10. Though thisquietarmy and Mains de Givre are your current focus, you also are involved in the group project Destroyalldreamers. What's its status? Finally, with new albums by thisquietarmy and Mains de Givre now being released, will you be touring to support them and if so where might we see you play and in what kind of configuration?

Destroyalldreamers is rather inactive at the moment. We've been having some commitment issues on top of logistical difficulties for the past couple of years. However, Shaun (drummer) and I have been working on and off on new ideas, and we have pieces and bits of demos here and there. We're still planning on recording a new album at some point, which will probably be a piece-by-piece studio album, as I don't think there is any concrete possibility of getting back together on a full-time basis and commiting to regular writing/jam sessions. Most of the songs we've recorded in the past have been the result of a full band jamming and inputting collectively… so we're having some trouble not being able to work that way anymore.

I also have a new tri-city project called Parallel Lines, with Pascal Asselin (Below The Sea, Millimetrik, Le Chat Blanc Orchestra) on drums and Ryan Ferguson on synthesizers (Sianspheric, Electroluminescent). We just put out our first recording on Dead Pilot Records, and we have plans to get together again to record more jams. I also have a power-drone/noise project called Ghidrah with Martin Dumais of Aun and Reuel Ordoñez of Maggot Breeder; we've performed live quite a few times already—and I sometimes perform live under the moniker "hi my quiet tsar" with an analog synthesizer and pedals.

thisquietarmy has always been a one-man live multimedia band, with real-time guitar looping and projected visuals that are specifically re-done for almost every set. Mains de Givre would have the same configuration (although no specific visuals) plus Émilie on violin. It might be an interesting possibility to combine both projects as one show if I were to tour with both projects at the same time.

We only have very short-terms gigging plans for now. In support of new releases, thisquietarmy will be playing with Grouper as part of the Suoni Per Il Popolo festival on June 8th, and Mains de Givre will be playing on May 20th with some local friends—both shows in Montreal. I've had a few invitations for shows in southern Ontario, as well as in Vermont, NY and Massachusetts; we'll see about those when it gets more concrete.

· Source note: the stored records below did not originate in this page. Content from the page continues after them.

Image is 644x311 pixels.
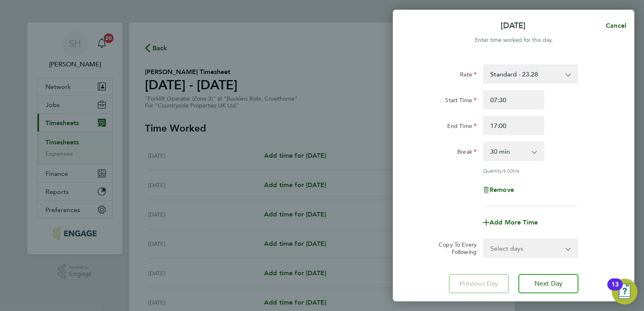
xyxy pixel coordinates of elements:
[518,274,578,293] button: Next Day
[483,186,513,193] button: Remove
[445,97,476,106] label: Start Time
[489,219,537,226] span: Add More Time
[483,167,578,173] div: Quantity: hrs
[501,20,526,32] p: [DATE]
[432,241,476,255] label: Copy To Every Following
[489,186,513,193] span: Remove
[483,90,544,110] input: E.g. 08:00
[460,71,476,80] label: Rate
[483,116,544,135] input: E.g. 18:00
[447,123,476,132] label: End Time
[534,279,562,287] span: Next Day
[612,279,638,305] button: Open Resource Center, 13 new notifications
[503,167,513,173] span: 9.00
[393,35,634,45] div: Enter time worked for this day.
[592,18,634,34] button: Cancel
[603,21,626,29] span: Cancel
[483,219,537,226] button: Add More Time
[611,284,618,295] div: 13
[457,148,476,158] label: Break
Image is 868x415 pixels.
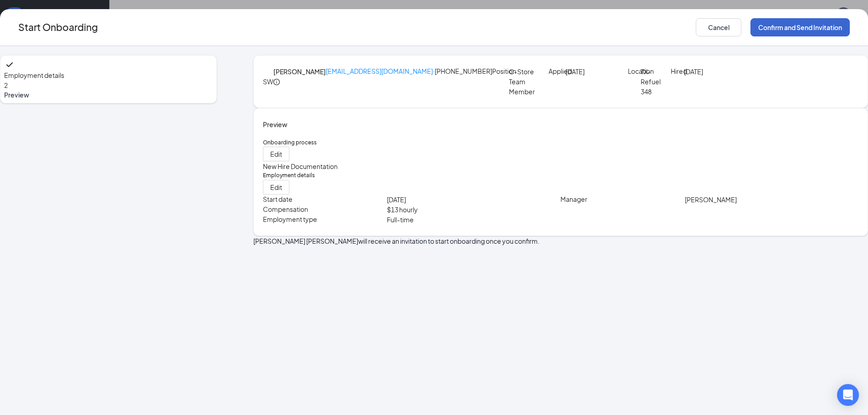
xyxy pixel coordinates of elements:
p: · [PHONE_NUMBER] [326,67,492,87]
button: Cancel [696,18,742,37]
h5: Employment details [263,171,859,179]
span: Edit [270,150,282,159]
span: info-circle [273,79,280,85]
p: Manager [560,195,685,204]
p: TX-Refuel 348 [641,67,667,96]
p: Compensation [263,204,387,214]
p: Employment type [263,215,387,224]
p: [DATE] [566,67,600,76]
span: Employment details [4,70,213,80]
h4: [PERSON_NAME] [273,67,326,76]
div: Open Intercom Messenger [837,384,859,406]
p: Hired [671,67,684,76]
p: [PERSON_NAME] [PERSON_NAME] will receive an invitation to start onboarding once you confirm. [253,236,868,246]
p: [PERSON_NAME] [685,195,859,204]
span: Preview [4,90,213,99]
p: Applied [549,67,566,76]
span: Edit [270,182,282,192]
p: Position [492,67,509,76]
button: Confirm and Send Invitation [751,18,850,37]
span: 2 [4,81,8,89]
h3: Start Onboarding [18,20,98,35]
h5: Onboarding process [263,139,859,146]
p: $ 13 hourly [387,204,560,215]
div: SW [263,76,273,87]
p: Full-time [387,215,560,225]
span: New Hire Documentation [263,162,338,170]
button: Edit [263,180,289,195]
button: Edit [263,146,289,161]
p: [DATE] [387,195,560,204]
p: Location [628,67,641,76]
p: [DATE] [684,67,710,76]
p: C-Store Team Member [509,67,543,96]
p: Start date [263,195,387,204]
a: [EMAIL_ADDRESS][DOMAIN_NAME] [326,67,433,75]
svg: Checkmark [4,59,15,70]
h4: Preview [263,120,859,129]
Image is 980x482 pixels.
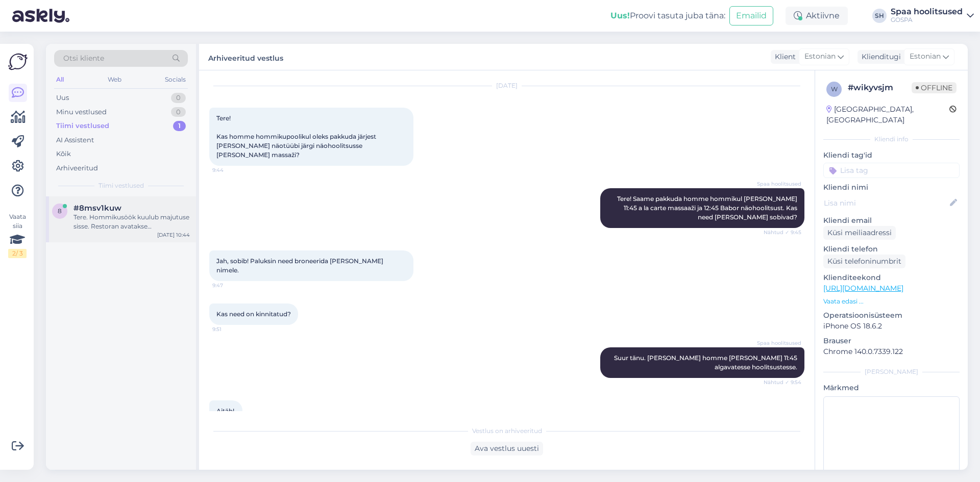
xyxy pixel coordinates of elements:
span: Nähtud ✓ 9:54 [763,379,801,386]
span: Estonian [910,51,941,62]
input: Lisa tag [823,163,959,178]
p: Brauser [823,336,959,346]
p: Kliendi nimi [823,182,959,193]
div: Proovi tasuta juba täna: [611,10,725,22]
span: Jah, sobib! Paluksin need broneerida [PERSON_NAME] nimele. [217,257,385,274]
span: Estonian [804,51,835,62]
p: Klienditeekond [823,273,959,283]
p: Chrome 140.0.7339.122 [823,346,959,357]
span: Vestlus on arhiveeritud [472,427,542,435]
div: Aktiivne [786,6,847,25]
p: Operatsioonisüsteem [823,310,959,321]
label: Arhiveeritud vestlus [208,50,283,64]
span: 9:47 [212,282,250,289]
a: Spaa hoolitsusedGOSPA [890,8,974,24]
span: 9:44 [212,166,250,174]
b: Uus! [611,11,630,20]
div: All [54,73,66,86]
span: Suur tänu. [PERSON_NAME] homme [PERSON_NAME] 11:45 algavatesse hoolitsustesse. [614,354,798,371]
p: Märkmed [823,382,959,393]
span: Kas need on kinnitatud? [217,310,291,318]
div: Uus [56,93,69,103]
div: Socials [163,73,188,86]
div: 1 [173,121,186,131]
span: 8 [57,207,62,214]
div: GOSPA [890,16,962,24]
div: [PERSON_NAME] [823,367,959,377]
span: Spaa hoolitsused [757,180,801,188]
span: Offline [911,82,956,93]
p: Kliendi tag'id [823,150,959,161]
span: Spaa hoolitsused [757,339,801,347]
span: Aitäh! [217,407,234,415]
div: Küsi telefoninumbrit [823,255,905,268]
div: SH [872,9,886,23]
div: 0 [171,107,186,118]
button: Emailid [729,6,773,26]
div: Tere. Hommikusöök kuulub majutuse sisse. Restoran avatakse [PERSON_NAME] 12 ja siis saab ise A la... [73,213,190,231]
div: [DATE] 10:44 [157,231,190,239]
input: Lisa nimi [824,197,948,209]
div: Web [105,73,123,86]
div: Küsi meiliaadressi [823,226,895,240]
span: Tere! Kas homme hommikupoolikul oleks pakkuda järjest [PERSON_NAME] näotüübi järgi näohoolitsusse... [217,114,377,159]
div: 0 [171,93,186,103]
div: AI Assistent [56,135,94,146]
div: Klienditugi [857,52,900,62]
span: Tiimi vestlused [98,181,144,190]
div: [GEOGRAPHIC_DATA], [GEOGRAPHIC_DATA] [826,104,949,126]
div: Spaa hoolitsused [890,8,962,16]
div: # wikyvsjm [847,82,911,94]
img: Askly Logo [8,52,27,72]
div: Kõik [56,149,71,159]
p: Kliendi telefon [823,244,959,255]
div: Tiimi vestlused [56,121,109,131]
div: Kliendi info [823,135,959,144]
p: Kliendi email [823,215,959,226]
span: Tere! Saame pakkuda homme hommikul [PERSON_NAME] 11:45 a la carte massaaži ja 12:45 Babor näohool... [617,195,798,221]
span: #8msv1kuw [73,204,121,213]
div: Vaata siia [8,212,27,258]
div: Minu vestlused [56,107,107,118]
p: Vaata edasi ... [823,297,959,306]
div: [DATE] [209,81,804,90]
div: 2 / 3 [8,249,27,258]
div: Ava vestlus uuesti [471,442,543,455]
span: Otsi kliente [63,53,104,64]
div: Arhiveeritud [56,164,98,174]
div: Klient [771,52,796,62]
p: iPhone OS 18.6.2 [823,321,959,331]
span: 9:51 [212,326,250,333]
span: w [831,85,837,93]
span: Nähtud ✓ 9:45 [763,229,801,236]
a: [URL][DOMAIN_NAME] [823,283,903,293]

I'm in between jobs at the moment, and won't be able to support myself with music only, so I can't really plan any extensive touring before I figure out that situation. I'd also like to see what kind of attention both records will receive in order to assess the interest for sustainable shows outside of our hometown. I'd love to go back to play in Europe this year (for either or both projects); the three-week tour I did last year with Nadja / Aidan Baker was a great experience, and one I'd definitely love to do again.